Comments on: DOE releases blueprint for massive solar energy expansion in the United States The department aims for solar to power 40% of the nation's electricity by 2035. https://www.solarpowerworldonline.com/2021/09/doe-releases-blueprint-for-massive-solar-energy-expansion-in-the-united-states/ Covering the world of solar power technology, development and installation. Thu, 09 Sep 2021 01:41:20 +0000 hourly 1 https://wordpress.org/?v=6.2 By: Solarman https://www.solarpowerworldonline.com/2021/09/doe-releases-blueprint-for-massive-solar-energy-expansion-in-the-united-states/#comment-112571 Thu, 09 Sep 2021 01:41:20 +0000 https://www.solarpowerworldonline.com/?p=95868#comment-112571 “The U.S. Department of Energy (DOE) today released the “Solar Futures Study,” detailing the significant role solar will play in decarbonizing the nation’s power grid. The study shows that by 2035, solar energy has the potential to power 40% of the nation’s electricity, drive deep decarbonization of the grid, and employ as much as 1.5 million people — without raising electricity prices.”

The DOE of all bureaucracies is skewed here in their study. When talking the power grid, it is being accepted that means the utility scale energy generation that affects prices on the wholesale energy market, but does NOT have a large effect on the retail electricity costs. The IOU electric utilities are “allowed” by law to an “assured” rate of return. This means these entities are “allowed” filing electricity rate increases if the utility doesn’t sell as much electricity as they used to, referred to as a rate case for “lost revenues”. These IOU utilities also get preference of filing a rate case when old fueled generation plants are decommissioned and there are “stranded assets”. Yes, it is good one can install large scale solar PV and wind farms in the GW generation range and even drive down wholesale electricity rates to 1 cent/kWh; $10MWh generated. This will not make that much difference in the retail electricity rate. To reach this 40%, 50%…80% decarbonization of the grid is going to start at about 4% retail electricity increase (per year) every year for the next 10 years. Meaning on average, retail electricity rates will increase such that an electric bill of $200/month will cost a ratepayer, $280/month for the same electricity use in 2030. That last 20% will cost much more and become more difficult to implement in the grid, I do not see retail electricity rate declines until there’s about 25% excess energy is stored than the country as a whole needs every day. Without excess on tap, just in time will become a more expensive alternative in a system that could only be described as EaaS, Energy as a Service.

“A clean grid requires massive, equitable deployment of diverse, sustainable energy sources — The U.S. must install an average of 30 GW of solar capacity per year between now and 2025 and 60 GW per year from 2025-2030. The study’s modeling further shows the remainder of a carbon-free grid largely supplied by wind (36%), nuclear (11%-13%), hydroelectric (5%-6%) and biopower/geothermal (1%).”

Once again, it all depends where this energy generation is installed. It seems to be a “practice” that residential, small business, even C&I solar PV systems and energy storage are not added to the tally sheet. IF one uses the 2016 NREL Lidar study for solar roofs in the U.S. there are about 67 million solar PV viable roofs and of these some are large 25,000 to 1,000,000 square feet of available panel space. Many are smaller homes with less than 5,000 square feet of roof space. With ‘just’ 600 square foot of roof space available, one could install about 10kWp on 67 million roofs, just a conservative assumption of (4) sun hours a day average, you could generate, 2.68TWh a day in just those four sun hours. Adding energy storage of ‘just’ 20kWh to these 67 million systems, leaves one able to control another 20kWh per home “as needed” every day. Solar PV and energy storage is the (most) efficient installed on the (property) of the building it will power.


All entries are to be printed again exactly, with their images omitted.

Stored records
* * *
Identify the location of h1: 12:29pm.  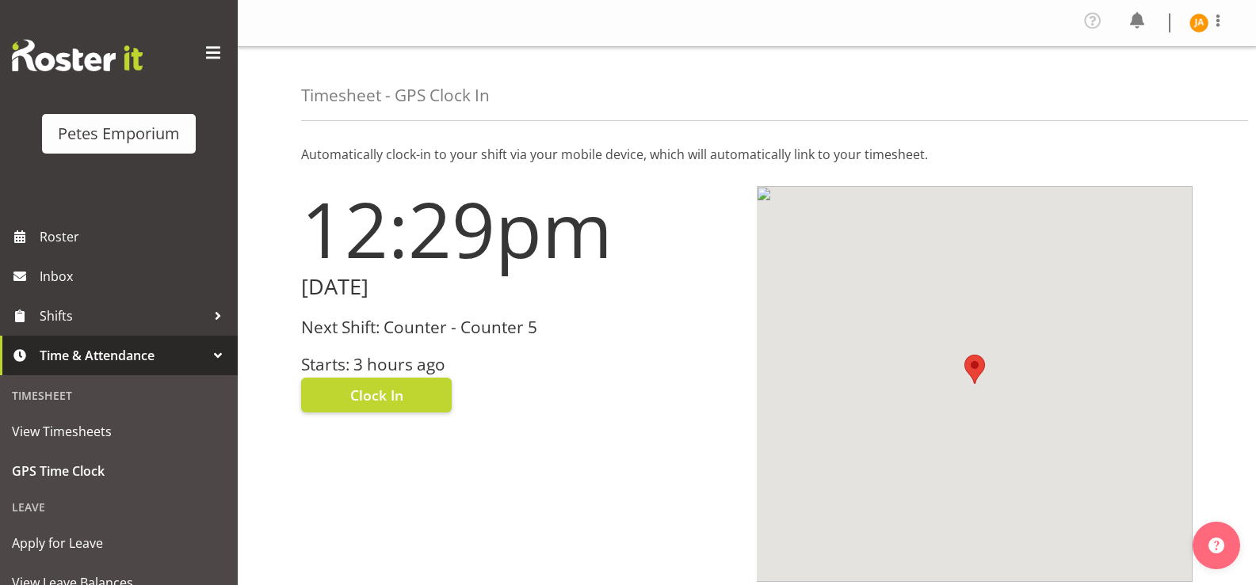
(519, 229).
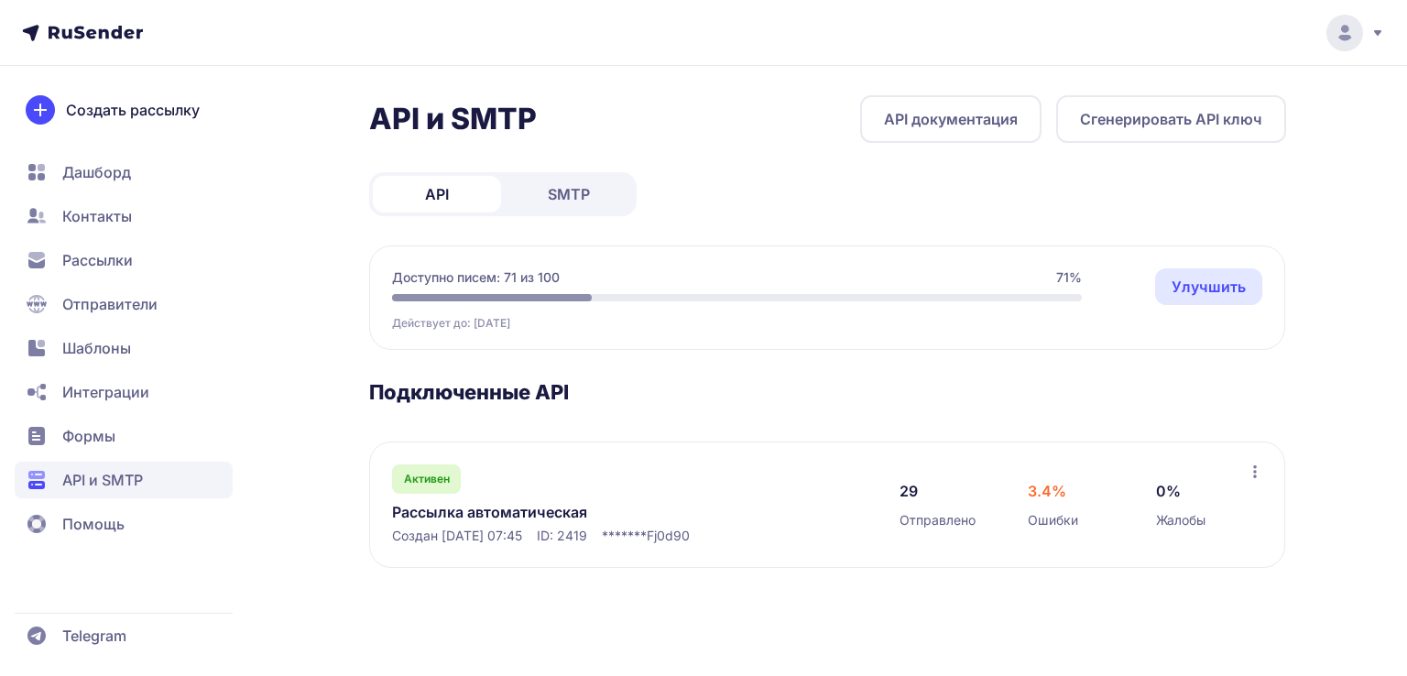  Describe the element at coordinates (94, 636) in the screenshot. I see `span: Telegram` at that location.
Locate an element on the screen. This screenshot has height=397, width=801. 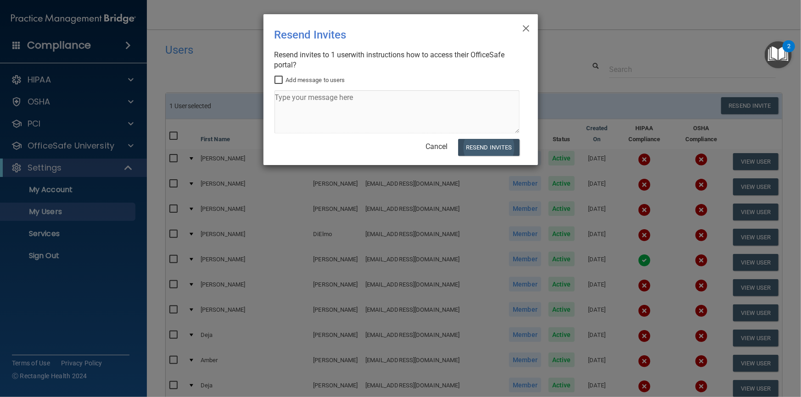
button: Open Resource Center, 2 new notifications is located at coordinates (778, 55).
* * *
_OUTPUT OF THE EXERCISE:_
Identify the location of h1: 12:29pm.  
(519, 229).
  Describe the element at coordinates (94, 636) in the screenshot. I see `span: Telegram` at that location.
Locate an element on the screen. This screenshot has height=397, width=801. 
button: Open Resource Center, 2 new notifications is located at coordinates (778, 55).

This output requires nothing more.